[Tfug] Nice score at WorldCare..
Tom Rini
trini at kernel.crashing.org
Wed Sep 21 06:59:20 MST 2011
On Wed, Sep 21, 2011 at 2:34 AM, Bowie Poag <bpoag at comcast.net> wrote:
>
> After 3 days, I've gotten around to installing OS X 10.5.6 on this thing,
> adding another 2TB worth of SATA to it, making this thing a media server for
> the whole house, and part-timing it as a Tivo-to-AppleTV transcoder. It's
> now chewing through about 500GB worth of TV shows, and dumping the results
> into my iTunes library so I can use it anywhere.
>
> There are plenty of really, really nice things about OS X, even though it's
> a closed platform. It's heresy to say it here, but that's the truth of it.
> In a closed system, you benefit from interoperability and well-defined
> standards. Everyone knows the rules from the developers down to the users,
> and everyone plays the same game, accordingly.
>
> All the apps related to burning/ripping/transcoding in OS X all know the lay
> of the land, so to speak, so everything you would want to do is generally a
> breeze to do. There's a common backbone to everything. Instead of a Rube
> Goldberg contraption glued together with the aid of a shell script requiring
> the user to install 30 different packages of 5 different types with 100
> different dependencies, all in an effort to convert from format A to Z, you
> just have one or two apps that are coherent in their approach to the
> problem, and deliver their results in a format everything already
> understands natively. It's drag and drop at that point. It ceases to be an
> "MP2/MP4/DivX/XviD/AVI/WMV/FLV-to-BIN/CUE/VOB/DVD/VCD" issue. It just works.
What did you find to transcode $random-media to something iTunes
likes? I actually was going down this path a few months ago and
failed to find anything that wasn't some OSS app that was easier to
use on the commandline and over in Linux too.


**WORK REQUEST**
The lines to return are those from the line holding "This screenshot has" through the last line of the entries below, both included, written exactly and without pictures.

Dataset entries
- - - -

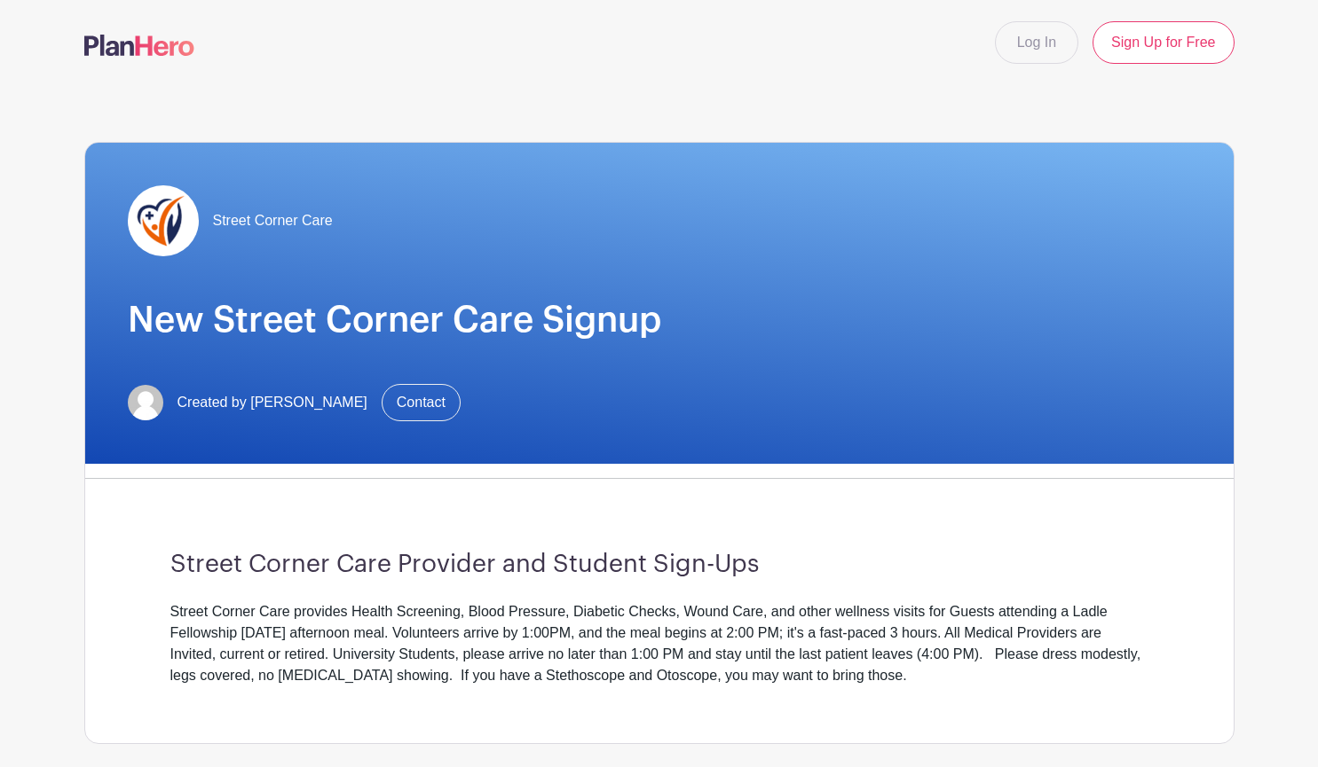  What do you see at coordinates (146, 403) in the screenshot?
I see `img: default-ce2991bfa6775e67f084385cd625a349d9dcbb7a52a09fb2fda1e96e2d18dcdb.png` at bounding box center [146, 403].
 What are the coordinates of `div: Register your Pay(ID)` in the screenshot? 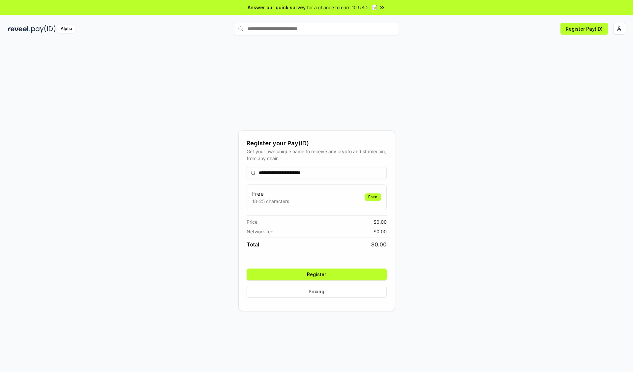 It's located at (316, 143).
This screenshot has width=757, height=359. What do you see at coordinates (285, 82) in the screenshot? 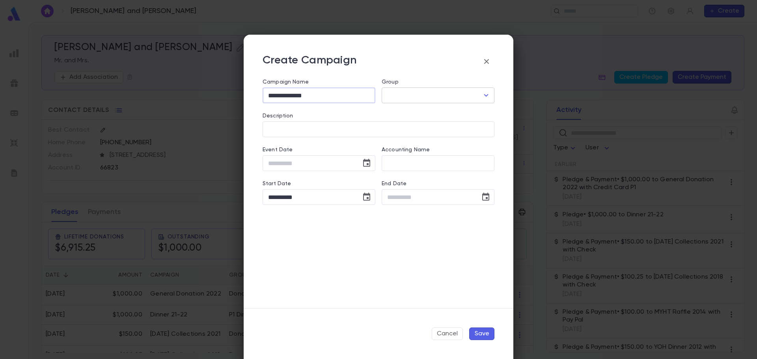
I see `label: Campaign Name` at bounding box center [285, 82].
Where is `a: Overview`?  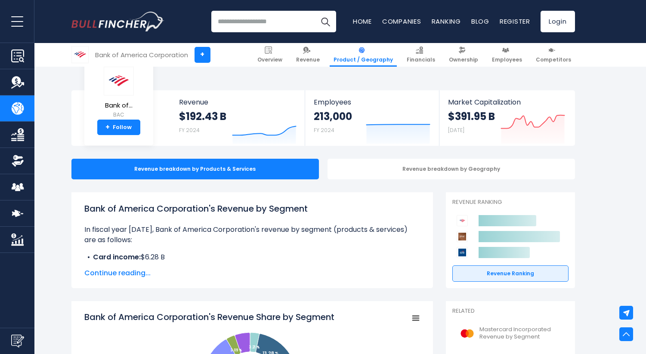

- - - -

**TASK RESPONSE**
This screenshot has width=757, height=359. What do you see at coordinates (285, 82) in the screenshot? 
I see `label: Campaign Name` at bounding box center [285, 82].
Where is `a: Overview`?  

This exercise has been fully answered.